From the beginning of Solidarity, the communist authorities prepared for the forcible suppression of this social movement. The so-called ‘power ministries’, i.e. the Ministry of Defence and the Ministry of the Interior, were to play a key role in this operation.

Officers of the Security Service (SB) (the communist secret police), together with the military, prepared key documents concerning the introduction of martial law. Representatives of the Soviet KGB and the Soviet army also supervised this work. Preparations entered their final phase in the autumn of 1981, when Prime Minister Wojciech Jaruzelski took over as First Secretary of the PZPR, appointing earlier, in July 1981, as Minister of the Interior his trusted man – General Czesław Kiszczak, until recently head of the military secret police. By that time, most of the legislation introducing martial law was already in place.

The decision to impose martial law was taken on the Saturday afternoon of 12 December 1981. On the night of 12-13 December 1981, the imprisonment of Solidarity activists began. A total of over 10,000 people were imprisoned in detention centres until the end of martial law.

Restrictions were introduced throughout the country in the form of a ban on assemblies, strikes, the activities of trade unions were suspended, restrictions were imposed on night-time walking, as well as on travelling between towns and cities. SB officers blocked the possibility to make any phone calls, as well as controlled all postal correspondence. Military units were brought out of their barracks on the streets of Polish towns and cities, and military commissars were sent to workplaces.

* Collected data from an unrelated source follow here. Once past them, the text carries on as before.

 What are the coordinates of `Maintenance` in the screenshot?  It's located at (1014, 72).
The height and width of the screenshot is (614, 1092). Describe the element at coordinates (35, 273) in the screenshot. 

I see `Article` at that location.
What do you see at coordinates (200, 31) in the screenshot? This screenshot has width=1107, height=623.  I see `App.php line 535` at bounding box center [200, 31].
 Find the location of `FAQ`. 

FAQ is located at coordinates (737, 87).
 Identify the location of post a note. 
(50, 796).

After martial law was imposed, occupational strikes broke out in many workplaces. The first of them started already on Sunday, 13 December 1981. The next day, 14 December, they intensified. According to data collected by the SB, at least several hundred workplaces allegedly participated in them. For the most part, the protesters elected strike committees, but also tried to secure the property of the workplaces. In many places there was a forcible breaking of the strikers’ resistance. As a rule, the communist authorities used Motorised Reserves of the Citizens’ Militia (ZOMO), army units with frequent use of heavy equipment as armoured personnel carriers, as well as tanks, for this purpose. In many cases, with the approval of Minister Czesław Kiszczak, they used firearms with live ammunition by the forces of order. The first time this happened was during the suppression of a strike at the July Manifest Mine (today’s Zofiówka) in Jastrzębie-Zdrój. There, on 15 December 1981, the officers of the ZOMO special platoon wounded four striking miners by shooting.

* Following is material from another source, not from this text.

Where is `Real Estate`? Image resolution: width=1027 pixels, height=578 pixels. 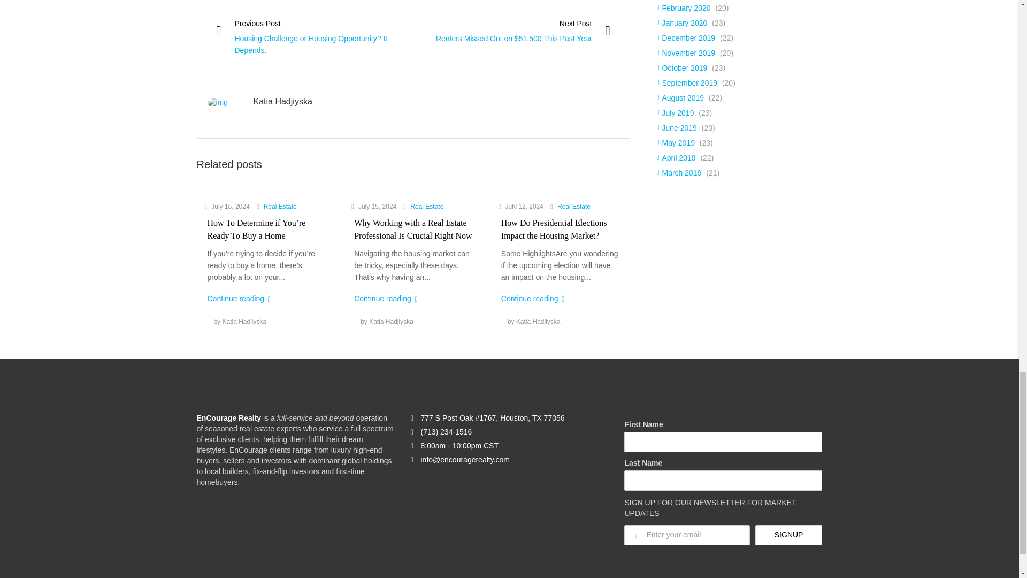
Real Estate is located at coordinates (427, 207).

In the “Wujek” mine in Katowice, around 3,500 people had been on strike since 14 December. On 16 December, the site was encircled by a security force consisting of the army and the militia. The strikers refused to allow the military to end the protest. Gas canisters were thrown at the miners. Despite freezing conditions, water cannons were also used. At around 11 a.m. the fence of the mine was smashed by tanks, and during the fighting a special platoon of ZOMO was brought in, whose officers used live ammunition. As a result, six miners died on the spot. Three more died in hospitals. Further twenty-three were wounded by bullets. Less than a month later, on 20 January 1982, the communist prosecutor’s office dropped its investigation into the case, concluding that the ZOMO officers had used their weapons in a state of superior necessity.

The murdered miners from the Wujek mine were not the only martial law fatalities. Protesters were killed by bullets during peaceful demonstrations and were victims of fatal beatings by officers of the security apparatus. It is assumed that there may have been almost a hundred of such deaths in Poland. The youngest martial law victim was Emil Barchański, who was arrested at the beginning of March 1982 while printing illegal publications. He was also a member of an anti-communist youth organisation operating in Warsaw. During the trial, he testified that his explanations given during the investigation had been coerced by a beating and that he was able to recognise the officers beating him. Almost three weeks later, on 3 June 1982, Barchański disappeared, and two days later his body was found in the Vistula River.